The current tax credit we have, which is now $8,000 to a family as long as their income doesn't exceed $150,000 and as long as it is their first home purchase, is a fair effort to start, but our problem is not with first-time home buyers. Our problem is with move-ups, with transferees, people who have been playing by the rules, making their payments. If they are transferred, they are afraid to take the transfer because they are afraid they can't sell their house, and they are afraid there is no buyer incentive to help get them there. I urge the President, Dr. Summers, Secretary Geithner, Dr. Romer, and Rahm Emanuel to consider this: That $15,000 tax credit, if it were passed today in America for 12 months, would cost, as scored by CBO, $34.2 billion. How much is $34.2 billion? It is 5.4 percent of the President's set-aside of $634 billion for health care. It is one one-hundredth of 1 percent of the $3.5 trillion budget--one one-hundredth of 1 percent of the amount of the budget.

Don't you think we could provide an incentive that is that inexpensive to motivate a housing market to return, to begin to reflate values back and put equity in the pockets of the American people and return our economy?

Experts have estimated--and I am not saying I am an expert, this is experts who have estimated--that if that tax credit had passed last year it would have created 700,000 home sales and 587,000 jobs. Mr. President, 587,000 jobs is the number of jobs we have been losing a month. We need to find a way to create that kind of number.

More important, let me give you the intriguing fact about the 700,00 house sales. Current home sales in America are at 500,000. An average year in this decade in this country was 1.2 million, a good year was 1.5 million. If you add that estimated 700,000 produced by the credit to the existing 500,000, you would return the United States to a balanced housing market. You would begin to appreciate the value of those houses back to where they were. You would restore equity lines of credit for the men and women of the United States of America. You will employ people in the construction industry.

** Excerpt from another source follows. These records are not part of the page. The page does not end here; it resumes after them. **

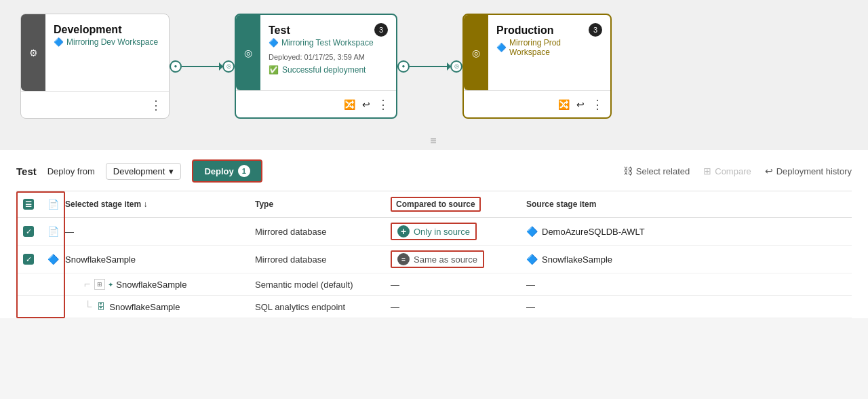 Image resolution: width=868 pixels, height=399 pixels. Describe the element at coordinates (328, 70) in the screenshot. I see `success-badge-test: ✅ Successful deployment` at that location.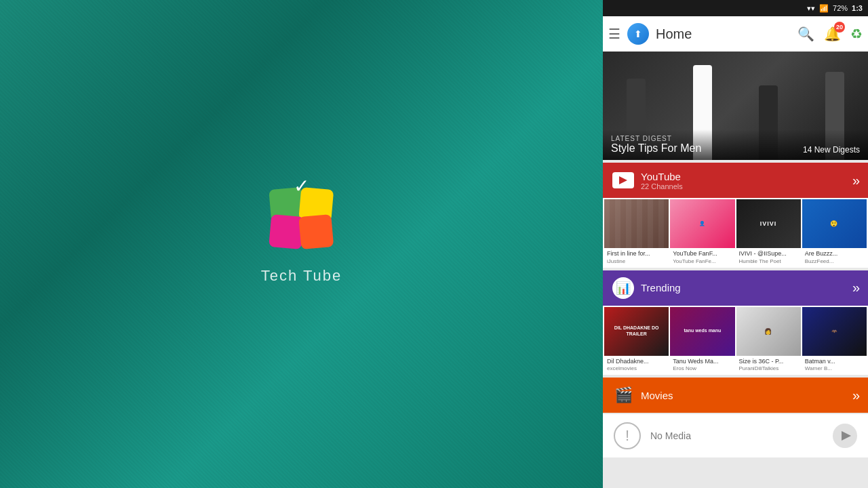 The height and width of the screenshot is (488, 868). Describe the element at coordinates (623, 180) in the screenshot. I see `youtube-icon-wrap` at that location.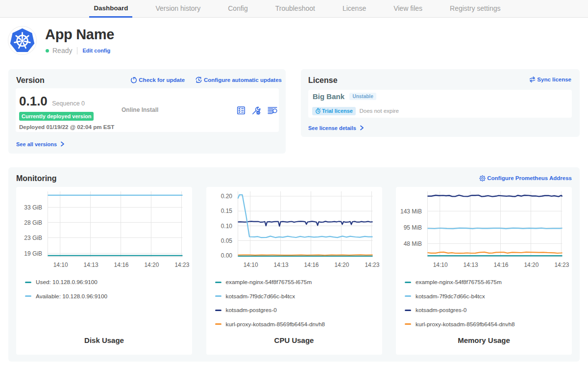  I want to click on svg-text: 0.10, so click(226, 226).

My last point is very important. This housing recession and the difficulties in it now are in the developed lots that are standing, developed and unsold, and the A, D, and C loans that have been made by the major banks funded around the country to fund those developments. Those loans are beginning to come due. They are threatening the integrity of the U.S. banking system, and there is only one thing that will solve that and that is for those lots to begin to be absorbed. The only way to do that is to get house buyers back in the market with an incentive to come back in and buy.

If the tax credit passed, we do not have that much of a vacant inventory available in the country. It would immediately stimulate the employment of construction workers to go into homebuilding.

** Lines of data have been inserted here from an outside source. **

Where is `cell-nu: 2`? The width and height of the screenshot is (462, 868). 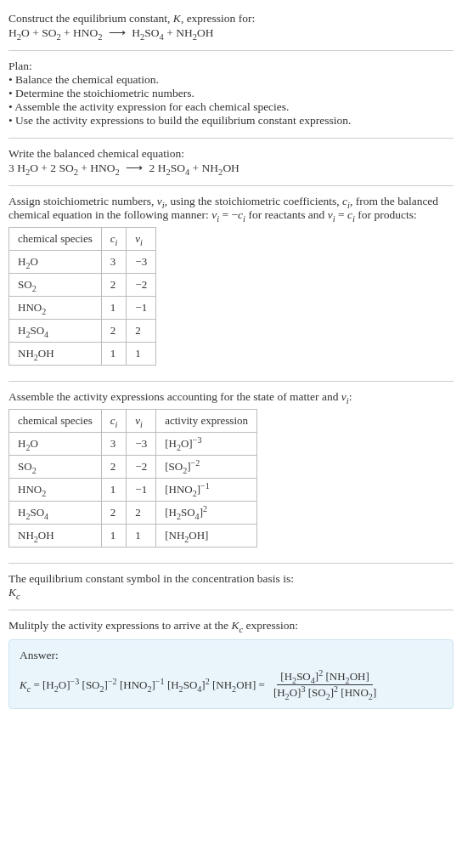
cell-nu: 2 is located at coordinates (141, 332). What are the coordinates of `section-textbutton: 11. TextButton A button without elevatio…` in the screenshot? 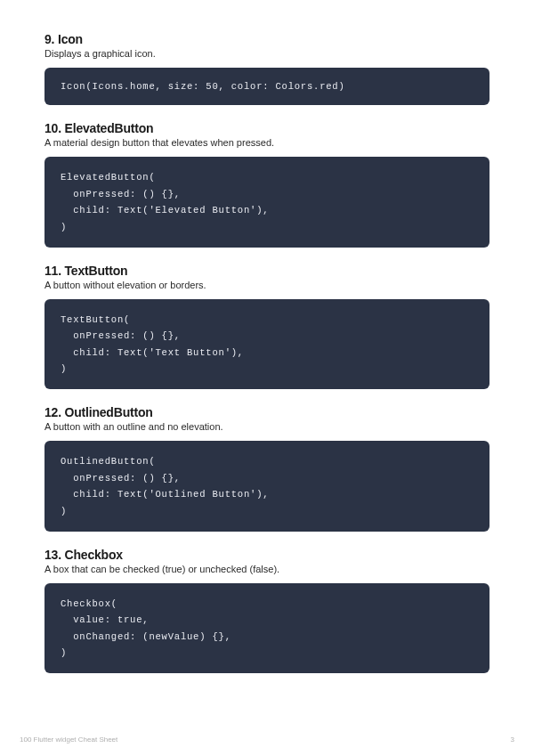 It's located at (267, 327).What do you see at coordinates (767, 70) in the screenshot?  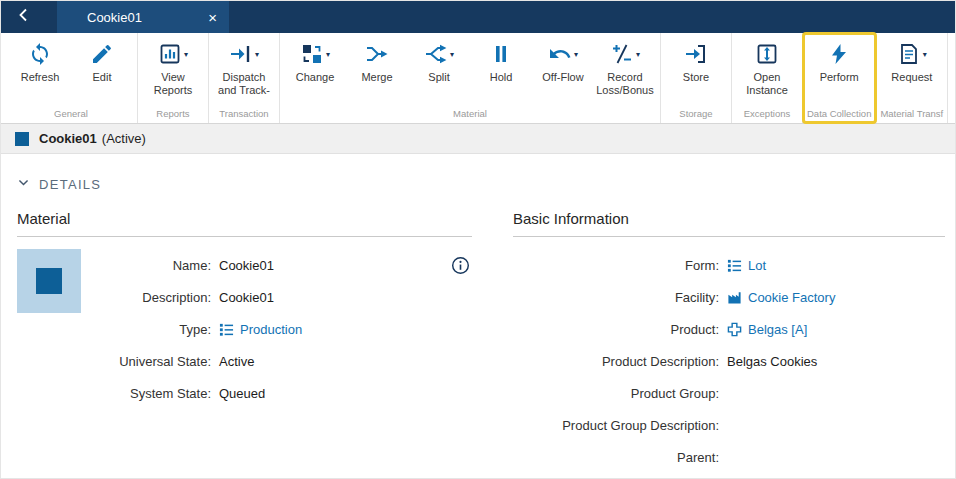 I see `ribbon-group-buttons: Open Instance` at bounding box center [767, 70].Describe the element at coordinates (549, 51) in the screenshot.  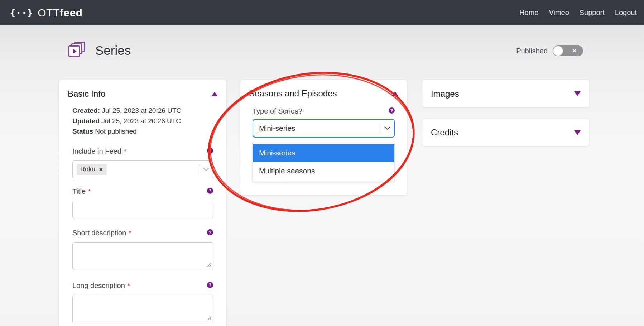
I see `published-control: Published ✕` at that location.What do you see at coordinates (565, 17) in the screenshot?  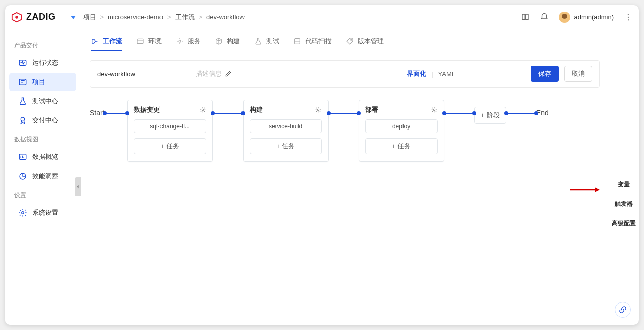 I see `avatar` at bounding box center [565, 17].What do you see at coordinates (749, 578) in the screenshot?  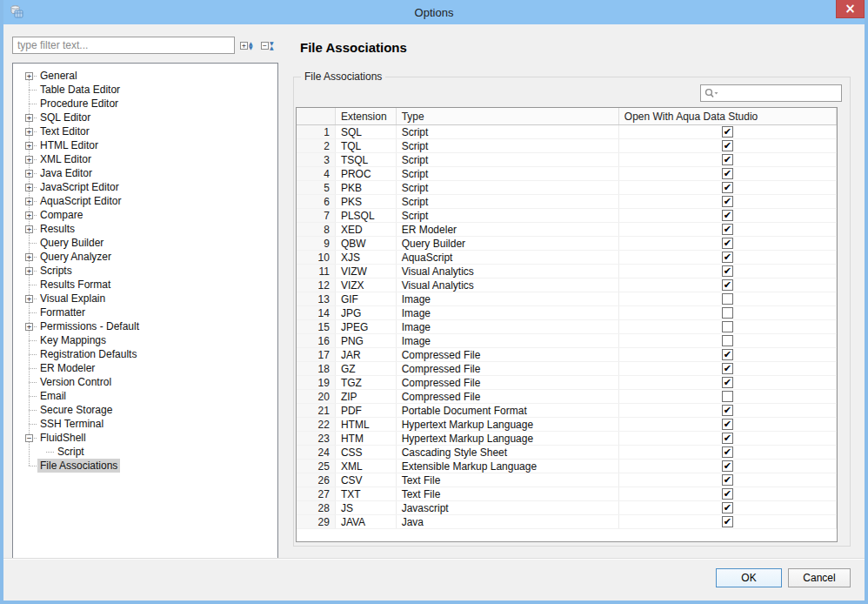 I see `ok-button: OK` at bounding box center [749, 578].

My thanks to the Senate for its wisdom in adopting the $15,000 credit. I express my deep disappointment in the conference committee dropping it, and I encourage our President and the leadership of our country to give a second thought to what this credit could do. It seems to me one one-hundredth of 1 percent of the budget is worth a gamble to create almost 600,000 jobs and 700,000 home sales, restore equity lines of credit to America's families and, most important of all, reenergize the great engine that is the American economy. The greatest stimulus in the world is not a gift of money, it is an incentive to invest and for American families to return their confidence in this great economy we have in this great country.

I urge the leadership of the country to consider that. I, again, thank the chairman of the Budget Committee and every Member of the Senate for their unanimous support of it, and I yield the floor in sincere hopes that when this speech goes to the White House they will read it, they will check the numbers, and they will ask the question: Is one one-hundredth of 1 percent of this budget worth the chance to restore the economy of America?